In the US, the second-quarter earnings season is off to a ripping start, with consumer strength powering resilient corporate profits. Yet after hitting a series of all-time highs, the S&P 500 is trading around 22 times expected 12-month profits.
“While stocks may be due for a breather, we believe the bull market remains intact,” said Ulrike Hoffmann-Burchardi at UBS Global Wealth Management. “We maintain our June 2026 S&P 500 price target of 6,500, and recommend using volatility as an opportunity to phase into markets.”
The S&P 500 hasn’t posted a 1% up or down day since late June, and Mark Hackett at Nationwide notes that volatility gauges also remain “suspiciously quiet.”
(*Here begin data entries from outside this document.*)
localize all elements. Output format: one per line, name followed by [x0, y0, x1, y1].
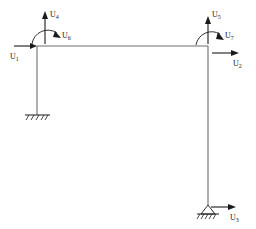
u3-label-sub: 3 [236, 217, 239, 223]
u5-arrowhead [205, 16, 211, 24]
u5-label: U5 [212, 10, 221, 20]
dof-arrow-u1: U1 [10, 43, 37, 62]
u7-label: U7 [225, 31, 234, 41]
u6-label-sub: 6 [68, 35, 71, 41]
u4-label: U4 [50, 10, 59, 20]
u7-label-sub: 7 [231, 35, 234, 41]
u2-label-sub: 2 [239, 63, 242, 69]
dof-arrow-u2: U2 [212, 50, 242, 69]
u6-arrowhead [53, 31, 61, 38]
left-support-hatching [26, 115, 48, 120]
u3-label: U3 [230, 213, 239, 223]
right-support-hatching [197, 214, 216, 219]
dof-arrow-u7: U7 [196, 31, 234, 45]
u2-arrowhead [231, 50, 239, 56]
u5-label-sub: 5 [218, 14, 221, 20]
structural-frame-diagram: U1 U4 U6 U5 [0, 0, 256, 229]
dof-arrow-u6: U6 [32, 30, 71, 44]
u1-arrowhead [30, 43, 37, 49]
u6-label: U6 [62, 31, 71, 41]
frame-members [37, 46, 208, 205]
dof-arrow-u4: U4 [42, 10, 59, 44]
u4-label-sub: 4 [56, 14, 59, 20]
u2-label: U2 [233, 59, 242, 69]
diagram-canvas: U1 U4 U6 U5 [0, 0, 256, 229]
u1-label: U1 [10, 52, 19, 62]
u3-arrowhead [228, 204, 236, 210]
u4-arrowhead [42, 11, 48, 19]
right-support-pin-triangle [201, 205, 215, 214]
u1-label-sub: 1 [16, 56, 19, 62]
u7-arrowhead [216, 32, 224, 40]
left-support [25, 115, 50, 120]
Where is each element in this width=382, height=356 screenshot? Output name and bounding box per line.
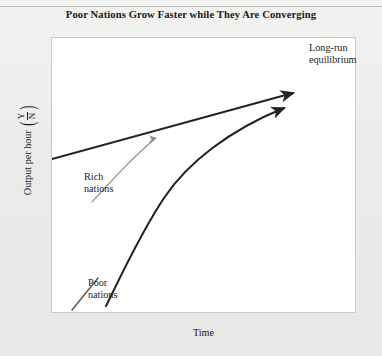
y-axis-label-text: Output per hour bbox=[22, 130, 33, 195]
y-axis-label: Output per hour ( Y N ) bbox=[17, 65, 37, 235]
fraction-denominator: N bbox=[28, 113, 38, 120]
paren-close-icon: ) bbox=[20, 106, 34, 110]
annotation-long-run-equilibrium: Long-run equilibrium bbox=[309, 42, 357, 65]
annotation-rich-nations: Rich nations bbox=[84, 171, 113, 194]
paren-open-icon: ( bbox=[20, 122, 34, 126]
y-axis-fraction: ( Y N ) bbox=[17, 105, 37, 127]
fraction-stack: Y N bbox=[17, 111, 37, 120]
page-background: Poor Nations Grow Faster while They Are … bbox=[0, 0, 382, 356]
page-top-rule bbox=[0, 6, 382, 7]
chart-title: Poor Nations Grow Faster while They Are … bbox=[0, 9, 382, 20]
x-axis-label: Time bbox=[51, 327, 356, 338]
fraction-numerator: Y bbox=[17, 113, 27, 120]
annotation-poor-nations: Poor nations bbox=[88, 277, 117, 300]
rich-nations-line bbox=[52, 93, 293, 159]
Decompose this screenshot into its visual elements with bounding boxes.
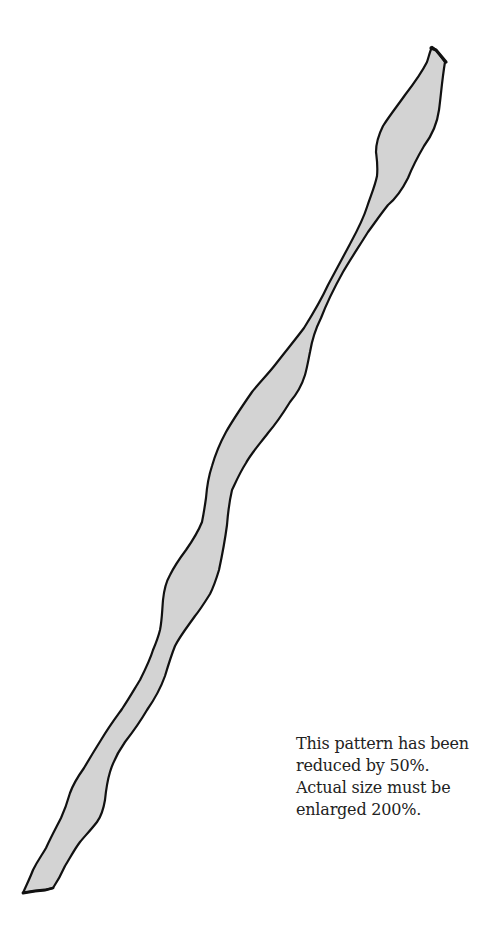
- pattern-scale-note: This pattern has been reduced by 50%. Ac…: [296, 733, 496, 821]
- note-line-4: enlarged 200%.: [296, 799, 496, 821]
- note-line-1: This pattern has been: [296, 733, 496, 755]
- note-line-3: Actual size must be: [296, 777, 496, 799]
- note-line-2: reduced by 50%.: [296, 755, 496, 777]
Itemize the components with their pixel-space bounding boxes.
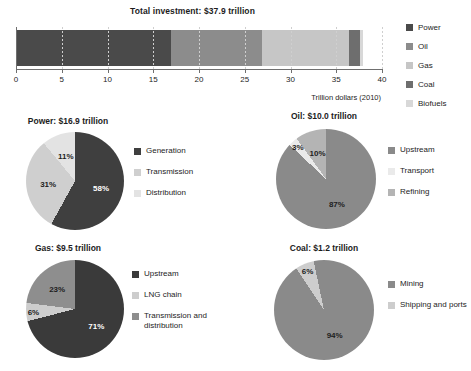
oil-pie <box>276 129 376 229</box>
bar-segment-power <box>16 30 171 66</box>
x-tick <box>153 69 154 73</box>
x-axis-label: Trillion dollars (2010) <box>0 93 381 102</box>
x-tick-label: 35 <box>332 75 341 84</box>
legend-item-coal[interactable]: Coal <box>406 75 461 94</box>
legend-item-oil[interactable]: Oil <box>406 37 461 56</box>
legend-item-refining[interactable]: Refining <box>388 187 468 197</box>
legend-label: Upstream <box>144 269 179 279</box>
legend-item-transmission[interactable]: Transmission <box>134 167 229 177</box>
legend-label: Refining <box>400 187 429 197</box>
x-tick-label: 15 <box>149 75 158 84</box>
oil-pie-title: Oil: $10.0 trillion <box>264 111 384 121</box>
coal-pie-title: Coal: $1.2 trillion <box>264 243 384 253</box>
pie-slice-label: 94% <box>327 331 343 340</box>
gridline <box>153 27 154 69</box>
legend-label: Distribution <box>146 188 186 198</box>
legend-swatch-icon <box>132 313 139 320</box>
legend-item-transmission-and-distribution[interactable]: Transmission and distribution <box>132 311 230 331</box>
gridline <box>108 27 109 69</box>
legend-label: Mining <box>400 279 424 289</box>
legend-item-upstream[interactable]: Upstream <box>132 269 230 279</box>
legend-label: LNG chain <box>144 290 182 300</box>
x-tick <box>108 69 109 73</box>
legend-label: Transmission and distribution <box>144 311 230 331</box>
pie-slice-label: 58% <box>93 183 109 192</box>
legend-swatch-icon <box>406 81 413 88</box>
pie-slice-label: 11% <box>58 151 74 160</box>
legend-item-gas[interactable]: Gas <box>406 56 461 75</box>
legend-item-generation[interactable]: Generation <box>134 146 229 156</box>
gas-pie <box>26 260 124 358</box>
coal-pie-panel: Coal: $1.2 trillion MiningShipping and p… <box>248 243 461 371</box>
legend-item-lng-chain[interactable]: LNG chain <box>132 290 230 300</box>
legend-label: Coal <box>418 80 434 89</box>
oil-pie-panel: Oil: $10.0 trillion UpstreamTransportRef… <box>248 111 461 238</box>
power-pie-legend: GenerationTransmissionDistribution <box>134 146 229 209</box>
bar-legend: PowerOilGasCoalBiofuels <box>406 18 461 113</box>
x-tick-label: 25 <box>240 75 249 84</box>
bar-segment-oil <box>171 30 263 66</box>
legend-item-upstream[interactable]: Upstream <box>388 145 468 155</box>
bar-chart-title: Total investment: $37.9 trillion <box>0 6 385 16</box>
x-tick <box>291 69 292 73</box>
pie-slice-label: 10% <box>309 148 325 157</box>
legend-swatch-icon <box>406 100 413 107</box>
x-tick-label: 5 <box>60 75 64 84</box>
legend-swatch-icon <box>134 169 141 176</box>
legend-item-power[interactable]: Power <box>406 18 461 37</box>
x-tick <box>16 69 17 73</box>
legend-item-distribution[interactable]: Distribution <box>134 188 229 198</box>
power-pie-title: Power: $16.9 trillion <box>8 116 128 126</box>
gridline <box>291 27 292 69</box>
gridline <box>245 27 246 69</box>
x-tick-label: 0 <box>14 75 18 84</box>
legend-swatch-icon <box>388 168 395 175</box>
x-tick <box>245 69 246 73</box>
legend-item-shipping-and-ports[interactable]: Shipping and ports <box>388 300 471 310</box>
bar-segment-biofuels <box>360 30 363 66</box>
legend-label: Upstream <box>400 145 435 155</box>
legend-item-transport[interactable]: Transport <box>388 166 468 176</box>
x-tick-label: 40 <box>378 75 387 84</box>
legend-swatch-icon <box>388 281 395 288</box>
gridline <box>62 27 63 69</box>
gas-pie-panel: Gas: $9.5 trillion UpstreamLNG chainTran… <box>4 243 230 371</box>
legend-swatch-icon <box>134 190 141 197</box>
x-tick <box>199 69 200 73</box>
legend-swatch-icon <box>406 24 413 31</box>
coal-pie-legend: MiningShipping and ports <box>388 279 471 321</box>
legend-swatch-icon <box>388 189 395 196</box>
gridline <box>382 27 383 69</box>
gridline <box>336 27 337 69</box>
legend-label: Generation <box>146 146 186 156</box>
pie-slice-label: 6% <box>28 307 40 316</box>
legend-label: Transmission <box>146 167 193 177</box>
x-tick-label: 20 <box>195 75 204 84</box>
oil-pie-legend: UpstreamTransportRefining <box>388 145 468 208</box>
pie-slice-label: 87% <box>329 200 345 209</box>
legend-label: Oil <box>418 42 428 51</box>
x-tick <box>382 69 383 73</box>
pie-slice-label: 23% <box>49 284 65 293</box>
x-tick-label: 10 <box>103 75 112 84</box>
gas-pie-legend: UpstreamLNG chainTransmission and distri… <box>132 269 230 342</box>
legend-label: Transport <box>400 166 434 176</box>
stacked-bar-panel: Total investment: $37.9 trillion Trillio… <box>0 0 461 112</box>
legend-swatch-icon <box>132 292 139 299</box>
legend-item-mining[interactable]: Mining <box>388 279 471 289</box>
pie-slice-label: 3% <box>292 143 304 152</box>
legend-swatch-icon <box>388 147 395 154</box>
legend-label: Shipping and ports <box>400 300 467 310</box>
legend-swatch-icon <box>134 148 141 155</box>
coal-pie <box>274 260 374 360</box>
x-tick <box>336 69 337 73</box>
legend-label: Biofuels <box>418 99 446 108</box>
legend-swatch-icon <box>406 62 413 69</box>
bar-segment-coal <box>349 30 360 66</box>
legend-swatch-icon <box>132 271 139 278</box>
y-axis-line <box>16 27 17 69</box>
x-tick-label: 30 <box>286 75 295 84</box>
power-pie-panel: Power: $16.9 trillion GenerationTransmis… <box>4 116 230 238</box>
legend-swatch-icon <box>406 43 413 50</box>
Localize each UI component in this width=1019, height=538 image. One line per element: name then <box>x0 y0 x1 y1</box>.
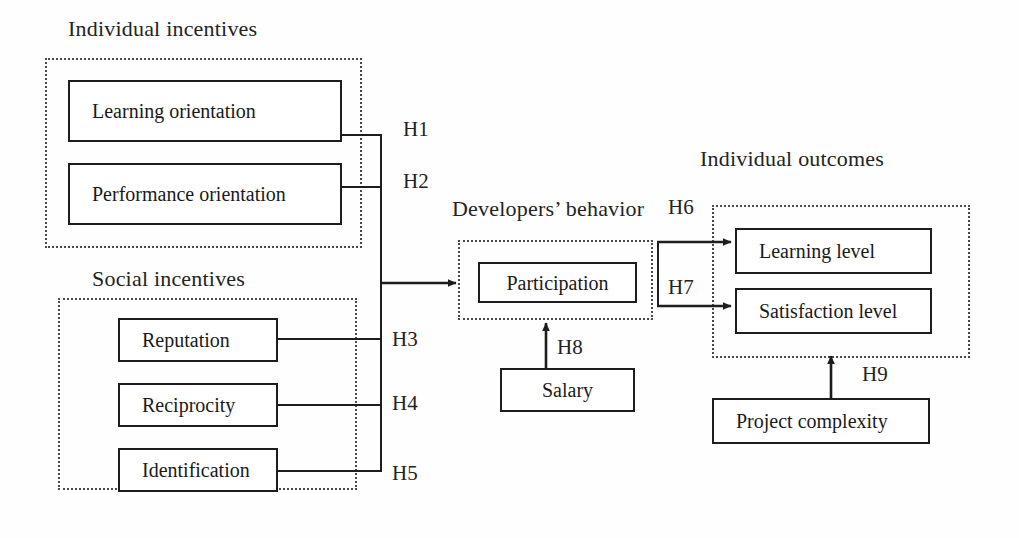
hypothesis-label-h7: H7 <box>668 276 694 299</box>
connector-h3 <box>278 338 382 340</box>
group-title-developers-behavior: Developers’ behavior <box>452 196 644 222</box>
connector-h4 <box>278 404 382 406</box>
box-project-complexity[interactable]: Project complexity <box>712 398 930 444</box>
box-learning-orientation-label: Learning orientation <box>92 100 256 122</box>
box-reciprocity-label: Reciprocity <box>142 394 235 416</box>
box-reputation[interactable]: Reputation <box>118 318 278 362</box>
hypothesis-label-h5: H5 <box>392 462 418 485</box>
hypothesis-label-h4: H4 <box>392 392 418 415</box>
research-model-diagram: Individual incentives Social incentives … <box>0 0 1019 538</box>
box-project-complexity-label: Project complexity <box>736 410 888 432</box>
box-learning-level[interactable]: Learning level <box>735 228 932 274</box>
connector-spine-outcomes <box>657 241 659 307</box>
box-participation-label: Participation <box>506 272 608 294</box>
group-title-social-incentives: Social incentives <box>92 266 245 292</box>
group-title-individual-outcomes: Individual outcomes <box>700 146 884 172</box>
box-identification[interactable]: Identification <box>118 448 278 492</box>
hypothesis-label-h1: H1 <box>403 118 429 141</box>
connector-spine-incentives <box>380 134 382 470</box>
group-title-individual-incentives: Individual incentives <box>68 16 257 42</box>
box-salary[interactable]: Salary <box>500 368 635 412</box>
box-salary-label: Salary <box>542 379 593 401</box>
box-learning-orientation[interactable]: Learning orientation <box>68 80 342 142</box>
box-satisfaction-level[interactable]: Satisfaction level <box>735 288 932 334</box>
connector-h2 <box>342 186 382 188</box>
hypothesis-label-h9: H9 <box>862 363 888 386</box>
connector-h1 <box>342 134 382 136</box>
box-reciprocity[interactable]: Reciprocity <box>118 383 278 427</box>
box-learning-level-label: Learning level <box>759 240 875 262</box>
hypothesis-label-h3: H3 <box>392 328 418 351</box>
box-reputation-label: Reputation <box>142 329 230 351</box>
hypothesis-label-h6: H6 <box>668 196 694 219</box>
connector-h5 <box>278 470 382 472</box>
box-participation[interactable]: Participation <box>478 262 637 303</box>
box-performance-orientation-label: Performance orientation <box>92 183 286 205</box>
box-performance-orientation[interactable]: Performance orientation <box>68 163 342 225</box>
box-satisfaction-level-label: Satisfaction level <box>759 300 897 322</box>
hypothesis-label-h8: H8 <box>557 336 583 359</box>
box-identification-label: Identification <box>142 459 250 481</box>
hypothesis-label-h2: H2 <box>403 170 429 193</box>
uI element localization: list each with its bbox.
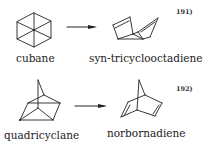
reference-number: 191) bbox=[176, 9, 193, 16]
product-label: syn-tricyclooctadiene bbox=[89, 53, 203, 64]
reaction-arrow-icon bbox=[67, 25, 97, 29]
product-label: norbornadiene bbox=[107, 128, 185, 139]
syn-tricyclooctadiene-structure-icon bbox=[113, 17, 158, 39]
quadricyclane-structure-icon bbox=[19, 80, 60, 121]
cubane-structure-icon bbox=[17, 13, 51, 47]
norbornadiene-structure-icon bbox=[121, 80, 162, 117]
reactant-label: cubane bbox=[16, 53, 55, 64]
reference-number: 192) bbox=[176, 86, 193, 93]
reaction-scheme bbox=[0, 0, 212, 145]
reaction-arrow-icon bbox=[75, 104, 107, 108]
reactant-label: quadricyclane bbox=[4, 130, 79, 141]
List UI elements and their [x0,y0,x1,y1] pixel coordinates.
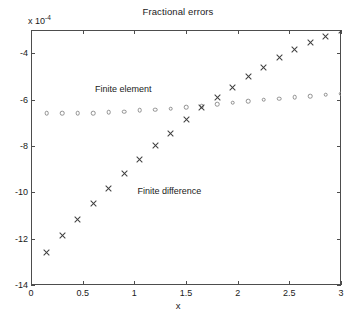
data-point-circle [215,102,220,107]
data-point-circle [168,106,173,111]
data-point-cross [90,200,97,207]
chart-figure: Fractional errors x 10-4 00.511.522.53-4… [0,0,356,318]
data-point-circle [339,91,341,96]
y-axis-tick-label: -12 [4,234,28,244]
data-point-cross [229,84,236,91]
data-point-cross [260,64,267,71]
data-point-circle [323,92,328,97]
data-point-circle [246,99,251,104]
x-axis-tick-label: 0.5 [76,288,89,298]
data-point-circle [277,97,282,102]
x-axis-tick [341,30,342,34]
data-point-cross [136,156,143,163]
y-axis-tick-label: -6 [4,95,28,105]
data-point-cross [43,249,50,256]
chart-plot-area [31,30,341,285]
y-axis-tick-label: -8 [4,141,28,151]
y-axis-exponent-base: x 10 [28,16,45,26]
data-point-circle [106,110,111,115]
x-axis-tick-label: 3 [338,288,343,298]
data-point-cross [198,104,205,111]
data-point-cross [291,46,298,53]
data-point-circle [75,111,80,116]
data-point-circle [230,100,235,105]
data-point-circle [153,107,158,112]
y-axis-exponent-label: x 10-4 [28,14,51,26]
data-point-cross [105,185,112,192]
data-point-circle [122,109,127,114]
data-point-cross [322,33,329,40]
x-axis-tick-label: 2 [235,288,240,298]
series-annotation-finite-element: Finite element [95,84,152,94]
data-point-circle [261,97,266,102]
data-point-cross [307,39,314,46]
data-point-cross [276,54,283,61]
data-point-circle [184,105,189,110]
x-axis-tick-label: 0 [28,288,33,298]
y-axis-tick-label: -14 [4,280,28,290]
x-axis-tick-label: 2.5 [283,288,296,298]
y-axis-exponent-power: -4 [45,14,51,21]
data-point-cross [152,142,159,149]
x-axis-label: x [0,300,356,311]
data-point-cross [245,73,252,80]
y-axis-tick-label: -4 [4,48,28,58]
data-point-cross [214,94,221,101]
y-axis-tick [31,285,35,286]
x-axis-tick-label: 1 [132,288,137,298]
data-point-circle [292,95,297,100]
data-point-circle [308,94,313,99]
data-point-circle [60,111,65,116]
data-point-cross [183,116,190,123]
x-axis-tick-label: 1.5 [180,288,193,298]
data-point-circle [44,111,49,116]
series-annotation-finite-difference: Finite difference [137,186,201,196]
data-point-cross [59,232,66,239]
data-point-circle [137,108,142,113]
data-point-cross [121,170,128,177]
y-axis-tick [337,285,341,286]
chart-title: Fractional errors [0,6,356,17]
x-axis-tick [341,281,342,285]
data-point-cross [167,130,174,137]
data-point-cross [338,30,342,34]
data-point-circle [91,111,96,116]
data-point-cross [74,216,81,223]
y-axis-tick-label: -10 [4,187,28,197]
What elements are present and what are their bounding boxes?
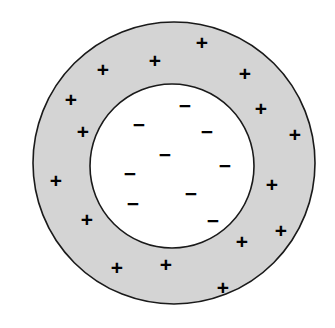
positive-charge-symbol: + bbox=[97, 58, 109, 81]
negative-charge-symbol: − bbox=[201, 120, 213, 143]
negative-charge-symbol: − bbox=[124, 162, 136, 185]
positive-charge-symbol: + bbox=[217, 276, 229, 299]
positive-charge-symbol: + bbox=[196, 31, 208, 54]
negative-charge-symbol: − bbox=[159, 143, 171, 166]
negative-charge-symbol: − bbox=[127, 192, 139, 215]
positive-charge-symbol: + bbox=[50, 169, 62, 192]
negative-charge-symbol: − bbox=[179, 94, 191, 117]
positive-charge-symbol: + bbox=[77, 120, 89, 143]
positive-charge-symbol: + bbox=[65, 88, 77, 111]
positive-charge-symbol: + bbox=[255, 97, 267, 120]
positive-charge-symbol: + bbox=[275, 219, 287, 242]
positive-charge-symbol: + bbox=[266, 173, 278, 196]
negative-charge-symbol: − bbox=[219, 154, 231, 177]
positive-charge-symbol: + bbox=[111, 256, 123, 279]
figure-container: ++++++++++++++++ −−−−−−−−− bbox=[0, 0, 335, 328]
positive-charge-symbol: + bbox=[160, 253, 172, 276]
positive-charge-symbol: + bbox=[149, 49, 161, 72]
negative-charge-symbol: − bbox=[207, 209, 219, 232]
positive-charge-symbol: + bbox=[81, 208, 93, 231]
negative-charge-symbol: − bbox=[133, 113, 145, 136]
negative-charge-symbol: − bbox=[185, 182, 197, 205]
positive-charge-symbol: + bbox=[289, 123, 301, 146]
charged-shell-diagram: ++++++++++++++++ −−−−−−−−− bbox=[0, 0, 335, 328]
positive-charge-symbol: + bbox=[236, 230, 248, 253]
positive-charge-symbol: + bbox=[239, 62, 251, 85]
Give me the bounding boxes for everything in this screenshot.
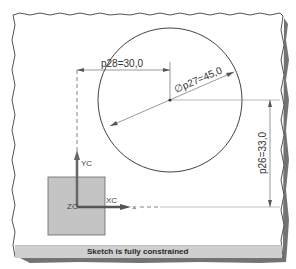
xc-axis-label: XC	[106, 196, 117, 205]
sketch-canvas[interactable]: YC XC ZC × p28=30,0 ∅p27=45,0 p26=33,0	[0, 0, 296, 269]
yc-axis-label: YC	[81, 159, 92, 168]
zc-axis-label: ZC	[67, 202, 78, 211]
svg-text:p28=30,0: p28=30,0	[101, 58, 143, 69]
point-marker-icon[interactable]: ×	[132, 203, 137, 212]
svg-text:p26=33,0: p26=33,0	[257, 132, 268, 174]
status-message: Sketch is fully constrained	[87, 246, 188, 258]
status-bar: Sketch is fully constrained	[15, 245, 282, 258]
“This calm is unusual and may reflect both investor fatigue and institutional hesitation to fight the current trend,” he said. “We’re in a window where calm can quickly turn to complacency. While a break in either direction is possible, current positioning suggests we’d bet on a rally before a drop.”
Some of the main moves in markets:
Stocks
- S&P 500 futures were little changed as of 8:13 a.m. Tokyo time
- Hang Seng futures rose 0.3%
- S&P/ASX 200 futures rose 0.1%
Currencies
- The Bloomberg Dollar Spot Index was little changed
- The euro was little changed at $1.1693
- The Japanese yen was little changed at 147.46 per dollar
- The offshore yuan was little changed at 7.1708 per dollar
Cryptocurrencies
- Bitcoin rose 0.3% to $117,351.23
- Ether was little changed at $3,757.51
Commodities
- West Texas Intermediate crude fell 0.1% to $67.10 a barrel
- Spot gold was little changed
This story was produced with the assistance of Bloomberg Automation.